Same-Sex Marriage is Just One Battle – Millennials Must Lead the Fight for Full LGBT Equality

Impact
ByMichael Jones

Fifteen years ago, I came out to my mother in a shadowy corner booth at a Ruby Tuesday’s. Not entirely the most romantic location for a history-making personal conversation, but it was strategic: my mom loved their soup, and I figured that if I was about to throw her life a seemingly big curve ball, she might as well face it with a big bowl of broccoli cheddar.

Amidst the kitschy wall decorations for “American Graffiti” and the picked-over salad bar with its greens and pasta salad and vat of chocolate pudding (who doesn't love salad bar chocolate pudding?), I said three words that made it all very official: “Mom, I’m gay.”

Of the million ways for my mom to respond to that statement, from anger to fear to joy to apathy, what I got that night was a mix of relief coupled with sadness. 

“It’s going to be okay, Mike,” she said. “If anything, I’m just a little sad that I won’t be able to see you get married or go to your wedding.”

Seven Britney Spears albums and eleven seasons of Family Guy later, the ground underneath the LGBT rights movement is almost in a different universe. We’ve gone from zero states recognizing marriage equality to 12 (plus the District of Columbia). We’ve seen openly LGBT public officials become members of the Senate, serve in senior positions at the White House, and even host the Oscars. Lesbian, gay, and bisexual women and men can serve openly in the U.S. Armed Services. And gay kids will soon be able to serve in the Boy Scouts of America, an organization that for decades has been synonymous with conservative family values.

All this progress in such a concentrated period of time. And now we’re at another breakthrough moment, as the U.S. Supreme Court prepares to weigh in with two monumental rulings on marriage equality that could very well become two of the most iconic rulings of Chief Justice John Roberts’ Court. One will rule on the constitutionality of the Defense of Marriage Act (DOMA), and the other will assess whether California’s ban on same-sex marriage, Proposition 8, is constitutional.

While these two Supreme Court cases are groundbreaking, here’s what they are not: the final stop on the road to equality. Whatever the Supreme Court decides – whether to overturn DOMA and/or to make marriage legal in California or beyond – the reality facing LGBT Americans the day after the ruling will still be separate and unequal in many ways.

We know we've reached a tipping point in the U.S. in terms of public opinion on marriage equality. Millennials in large part have been the deciding factor in helping usher in a new reality where the majority of Americans support the freedom to marry. There will be no turning back.

But will the passionate support for marriage equality carry over to other obstacles on the road to full equality? In 29 states, you can still be fired for being gay (it’s 34 if you’re transgender). Scores of companies, from beloved brands like Trader Joe’s to mammoth corporate giants like Exxon-Mobil, still don’t offer partner benefits for LGBT employees. Students like Danielle Powell, who you might have seen getting engaged at a Macklemore concert, will still face bullying from school administrators just for being gay.

Assuming the news out of the Supreme Court pushes us forward and not backward, that might just be the test we face. How can we leverage significant progress to take us further down the path toward ending workplace discrimination and bullying, and not lull us into a place where we turn off the urgency of achieving full equality?

There is, of course, another significant layer to these marriage equality cases that will be incredibly hard to measure, but which could have a profound cultural impact that reverberates through history.

As the gay son of a mom who was once heartbroken that she wouldn’t see me get married, the news coming out of the Supreme Court is a chance to make sure that no mother or father ever has to think again, "My child won’t be allowed to have this."

And I can promise y'all that if and when I get married, I'll aim higher than a chain restaurant to cater the food. (But don't worry, mom: there'll be a special bowl of soup at your table.)

Michael Jones is a U.S. Campaign Director at Change.org and a writer and comedy storyteller in Boston.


_THE TASK_: Every record that follows should appear again in your answer, exactly the same.

** RECORDS SHOWN follows **

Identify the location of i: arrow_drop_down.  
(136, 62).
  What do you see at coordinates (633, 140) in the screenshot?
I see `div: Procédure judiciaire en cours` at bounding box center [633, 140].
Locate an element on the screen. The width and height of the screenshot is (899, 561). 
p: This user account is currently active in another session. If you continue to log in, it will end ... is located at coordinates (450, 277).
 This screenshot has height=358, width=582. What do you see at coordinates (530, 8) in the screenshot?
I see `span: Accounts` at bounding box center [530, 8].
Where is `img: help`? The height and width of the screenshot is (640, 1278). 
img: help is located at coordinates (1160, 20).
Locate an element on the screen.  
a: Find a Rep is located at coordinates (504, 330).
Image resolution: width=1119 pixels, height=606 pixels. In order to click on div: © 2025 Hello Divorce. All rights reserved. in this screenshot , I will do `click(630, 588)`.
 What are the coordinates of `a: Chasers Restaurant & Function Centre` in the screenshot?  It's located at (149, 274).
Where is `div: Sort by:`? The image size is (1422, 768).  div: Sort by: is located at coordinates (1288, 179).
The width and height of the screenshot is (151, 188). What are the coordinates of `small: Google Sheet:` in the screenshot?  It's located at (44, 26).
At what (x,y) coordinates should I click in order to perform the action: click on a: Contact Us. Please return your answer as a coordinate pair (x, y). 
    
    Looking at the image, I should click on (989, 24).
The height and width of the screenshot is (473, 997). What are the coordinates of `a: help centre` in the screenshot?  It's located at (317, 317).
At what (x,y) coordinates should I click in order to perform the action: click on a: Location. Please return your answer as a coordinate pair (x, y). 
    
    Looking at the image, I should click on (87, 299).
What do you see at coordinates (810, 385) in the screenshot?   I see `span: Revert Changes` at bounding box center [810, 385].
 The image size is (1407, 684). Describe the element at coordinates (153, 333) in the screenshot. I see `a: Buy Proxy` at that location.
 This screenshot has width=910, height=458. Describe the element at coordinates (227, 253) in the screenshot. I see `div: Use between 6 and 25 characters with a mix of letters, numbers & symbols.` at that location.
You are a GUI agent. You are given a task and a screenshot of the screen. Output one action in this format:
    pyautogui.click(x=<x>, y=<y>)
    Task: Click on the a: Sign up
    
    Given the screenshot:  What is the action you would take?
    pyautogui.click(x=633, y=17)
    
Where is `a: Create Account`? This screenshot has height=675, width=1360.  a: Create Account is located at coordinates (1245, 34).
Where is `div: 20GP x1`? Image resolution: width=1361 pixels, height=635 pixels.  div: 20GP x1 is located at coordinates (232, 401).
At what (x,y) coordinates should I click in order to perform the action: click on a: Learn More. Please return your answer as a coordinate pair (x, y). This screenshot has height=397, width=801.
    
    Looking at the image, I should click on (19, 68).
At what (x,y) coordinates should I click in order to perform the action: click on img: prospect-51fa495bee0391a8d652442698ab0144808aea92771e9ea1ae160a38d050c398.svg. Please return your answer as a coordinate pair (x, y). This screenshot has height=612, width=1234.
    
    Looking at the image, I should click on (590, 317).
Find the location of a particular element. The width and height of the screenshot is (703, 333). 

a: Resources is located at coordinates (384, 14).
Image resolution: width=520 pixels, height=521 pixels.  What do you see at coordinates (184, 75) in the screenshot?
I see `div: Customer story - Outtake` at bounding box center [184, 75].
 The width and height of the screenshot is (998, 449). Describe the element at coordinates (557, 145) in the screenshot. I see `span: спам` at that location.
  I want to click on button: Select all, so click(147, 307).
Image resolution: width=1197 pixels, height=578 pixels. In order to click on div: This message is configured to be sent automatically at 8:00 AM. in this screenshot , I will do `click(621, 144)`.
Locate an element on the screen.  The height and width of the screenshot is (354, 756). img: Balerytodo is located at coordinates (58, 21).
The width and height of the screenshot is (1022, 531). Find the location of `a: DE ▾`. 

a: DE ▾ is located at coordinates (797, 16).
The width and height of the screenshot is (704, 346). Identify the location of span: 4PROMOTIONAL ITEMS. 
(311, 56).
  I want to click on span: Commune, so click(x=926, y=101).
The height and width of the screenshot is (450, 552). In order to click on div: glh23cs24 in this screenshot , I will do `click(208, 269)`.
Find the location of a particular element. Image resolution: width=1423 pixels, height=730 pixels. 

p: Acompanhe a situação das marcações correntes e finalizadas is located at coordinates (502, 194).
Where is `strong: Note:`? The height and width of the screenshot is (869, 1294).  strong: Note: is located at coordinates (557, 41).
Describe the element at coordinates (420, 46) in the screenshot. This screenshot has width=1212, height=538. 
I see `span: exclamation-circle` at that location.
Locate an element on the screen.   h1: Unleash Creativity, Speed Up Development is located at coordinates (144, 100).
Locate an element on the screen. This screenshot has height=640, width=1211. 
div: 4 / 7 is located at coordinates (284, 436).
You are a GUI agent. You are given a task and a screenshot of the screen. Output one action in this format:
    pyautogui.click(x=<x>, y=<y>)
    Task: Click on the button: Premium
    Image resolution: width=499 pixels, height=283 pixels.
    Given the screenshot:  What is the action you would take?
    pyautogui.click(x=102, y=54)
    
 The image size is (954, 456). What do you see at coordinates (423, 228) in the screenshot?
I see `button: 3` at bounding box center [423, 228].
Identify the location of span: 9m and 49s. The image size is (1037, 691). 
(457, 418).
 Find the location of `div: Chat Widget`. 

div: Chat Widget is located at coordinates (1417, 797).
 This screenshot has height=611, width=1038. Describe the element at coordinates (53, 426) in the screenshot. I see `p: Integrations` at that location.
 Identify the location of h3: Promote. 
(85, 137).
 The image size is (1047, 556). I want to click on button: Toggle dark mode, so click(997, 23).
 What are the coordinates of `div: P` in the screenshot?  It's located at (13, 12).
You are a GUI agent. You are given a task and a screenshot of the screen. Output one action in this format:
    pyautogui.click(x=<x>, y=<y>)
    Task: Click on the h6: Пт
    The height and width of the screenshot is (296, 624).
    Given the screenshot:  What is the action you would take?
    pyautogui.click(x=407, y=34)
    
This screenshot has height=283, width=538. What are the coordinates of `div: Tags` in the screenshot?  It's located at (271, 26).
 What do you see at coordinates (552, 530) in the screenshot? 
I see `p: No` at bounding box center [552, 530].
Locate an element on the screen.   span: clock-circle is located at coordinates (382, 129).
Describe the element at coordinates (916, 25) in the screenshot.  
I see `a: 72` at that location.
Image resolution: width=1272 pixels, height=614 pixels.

** End of RECORDS SHOWN **

_SOLUTION FOR THIS EXERCISE_:
Identify the location of i: arrow_drop_down.  
(136, 62).
  What do you see at coordinates (633, 140) in the screenshot?
I see `div: Procédure judiciaire en cours` at bounding box center [633, 140].
Locate an element on the screen. The width and height of the screenshot is (899, 561). 
p: This user account is currently active in another session. If you continue to log in, it will end ... is located at coordinates (450, 277).
 This screenshot has height=358, width=582. What do you see at coordinates (530, 8) in the screenshot?
I see `span: Accounts` at bounding box center [530, 8].
Where is `img: help`? The height and width of the screenshot is (640, 1278). 
img: help is located at coordinates (1160, 20).
Locate an element on the screen.  
a: Find a Rep is located at coordinates (504, 330).
Image resolution: width=1119 pixels, height=606 pixels. In order to click on div: © 2025 Hello Divorce. All rights reserved. in this screenshot , I will do `click(630, 588)`.
 What are the coordinates of `a: Chasers Restaurant & Function Centre` in the screenshot?  It's located at (149, 274).
Where is `div: Sort by:`? The image size is (1422, 768).  div: Sort by: is located at coordinates (1288, 179).
The width and height of the screenshot is (151, 188). What are the coordinates of `small: Google Sheet:` in the screenshot?  It's located at (44, 26).
At what (x,y) coordinates should I click in order to perform the action: click on a: Contact Us. Please return your answer as a coordinate pair (x, y). 
    
    Looking at the image, I should click on (989, 24).
The height and width of the screenshot is (473, 997). What are the coordinates of `a: help centre` in the screenshot?  It's located at (317, 317).
At what (x,y) coordinates should I click in order to perform the action: click on a: Location. Please return your answer as a coordinate pair (x, y). 
    
    Looking at the image, I should click on (87, 299).
What do you see at coordinates (810, 385) in the screenshot?   I see `span: Revert Changes` at bounding box center [810, 385].
 The image size is (1407, 684). Describe the element at coordinates (153, 333) in the screenshot. I see `a: Buy Proxy` at that location.
 This screenshot has width=910, height=458. Describe the element at coordinates (227, 253) in the screenshot. I see `div: Use between 6 and 25 characters with a mix of letters, numbers & symbols.` at that location.
You are a GUI agent. You are given a task and a screenshot of the screen. Output one action in this format:
    pyautogui.click(x=<x>, y=<y>)
    Task: Click on the a: Sign up
    
    Given the screenshot:  What is the action you would take?
    pyautogui.click(x=633, y=17)
    
Where is `a: Create Account`? This screenshot has height=675, width=1360.  a: Create Account is located at coordinates (1245, 34).
Where is `div: 20GP x1`? Image resolution: width=1361 pixels, height=635 pixels.  div: 20GP x1 is located at coordinates (232, 401).
At what (x,y) coordinates should I click in order to perform the action: click on a: Learn More. Please return your answer as a coordinate pair (x, y). This screenshot has height=397, width=801.
    
    Looking at the image, I should click on (19, 68).
At what (x,y) coordinates should I click in order to perform the action: click on img: prospect-51fa495bee0391a8d652442698ab0144808aea92771e9ea1ae160a38d050c398.svg. Please return your answer as a coordinate pair (x, y). This screenshot has height=612, width=1234.
    
    Looking at the image, I should click on (590, 317).
Find the location of a particular element. The width and height of the screenshot is (703, 333). 

a: Resources is located at coordinates (384, 14).
Image resolution: width=520 pixels, height=521 pixels.  What do you see at coordinates (184, 75) in the screenshot?
I see `div: Customer story - Outtake` at bounding box center [184, 75].
 The width and height of the screenshot is (998, 449). Describe the element at coordinates (557, 145) in the screenshot. I see `span: спам` at that location.
  I want to click on button: Select all, so click(147, 307).
Image resolution: width=1197 pixels, height=578 pixels. In order to click on div: This message is configured to be sent automatically at 8:00 AM. in this screenshot , I will do `click(621, 144)`.
Locate an element on the screen.  The height and width of the screenshot is (354, 756). img: Balerytodo is located at coordinates (58, 21).
The width and height of the screenshot is (1022, 531). Find the location of `a: DE ▾`. 

a: DE ▾ is located at coordinates (797, 16).
The width and height of the screenshot is (704, 346). Identify the location of span: 4PROMOTIONAL ITEMS. 
(311, 56).
  I want to click on span: Commune, so click(x=926, y=101).
The height and width of the screenshot is (450, 552). In order to click on div: glh23cs24 in this screenshot , I will do `click(208, 269)`.
Find the location of a particular element. Image resolution: width=1423 pixels, height=730 pixels. 

p: Acompanhe a situação das marcações correntes e finalizadas is located at coordinates (502, 194).
Where is `strong: Note:`? The height and width of the screenshot is (869, 1294).  strong: Note: is located at coordinates (557, 41).
Describe the element at coordinates (420, 46) in the screenshot. This screenshot has width=1212, height=538. 
I see `span: exclamation-circle` at that location.
Locate an element on the screen.   h1: Unleash Creativity, Speed Up Development is located at coordinates (144, 100).
Locate an element on the screen. This screenshot has height=640, width=1211. 
div: 4 / 7 is located at coordinates (284, 436).
You are a GUI agent. You are given a task and a screenshot of the screen. Output one action in this format:
    pyautogui.click(x=<x>, y=<y>)
    Task: Click on the button: Premium
    Image resolution: width=499 pixels, height=283 pixels.
    Given the screenshot:  What is the action you would take?
    pyautogui.click(x=102, y=54)
    
 The image size is (954, 456). What do you see at coordinates (423, 228) in the screenshot?
I see `button: 3` at bounding box center [423, 228].
Identify the location of span: 9m and 49s. The image size is (1037, 691). 
(457, 418).
 Find the location of `div: Chat Widget`. 

div: Chat Widget is located at coordinates (1417, 797).
 This screenshot has height=611, width=1038. Describe the element at coordinates (53, 426) in the screenshot. I see `p: Integrations` at that location.
 Identify the location of h3: Promote. 
(85, 137).
 The image size is (1047, 556). I want to click on button: Toggle dark mode, so click(997, 23).
 What are the coordinates of `div: P` in the screenshot?  It's located at (13, 12).
You are a GUI agent. You are given a task and a screenshot of the screen. Output one action in this format:
    pyautogui.click(x=<x>, y=<y>)
    Task: Click on the h6: Пт
    The height and width of the screenshot is (296, 624).
    Given the screenshot:  What is the action you would take?
    pyautogui.click(x=407, y=34)
    
This screenshot has height=283, width=538. What are the coordinates of `div: Tags` in the screenshot?  It's located at (271, 26).
 What do you see at coordinates (552, 530) in the screenshot? 
I see `p: No` at bounding box center [552, 530].
Locate an element on the screen.   span: clock-circle is located at coordinates (382, 129).
Describe the element at coordinates (916, 25) in the screenshot.  
I see `a: 72` at that location.
Image resolution: width=1272 pixels, height=614 pixels.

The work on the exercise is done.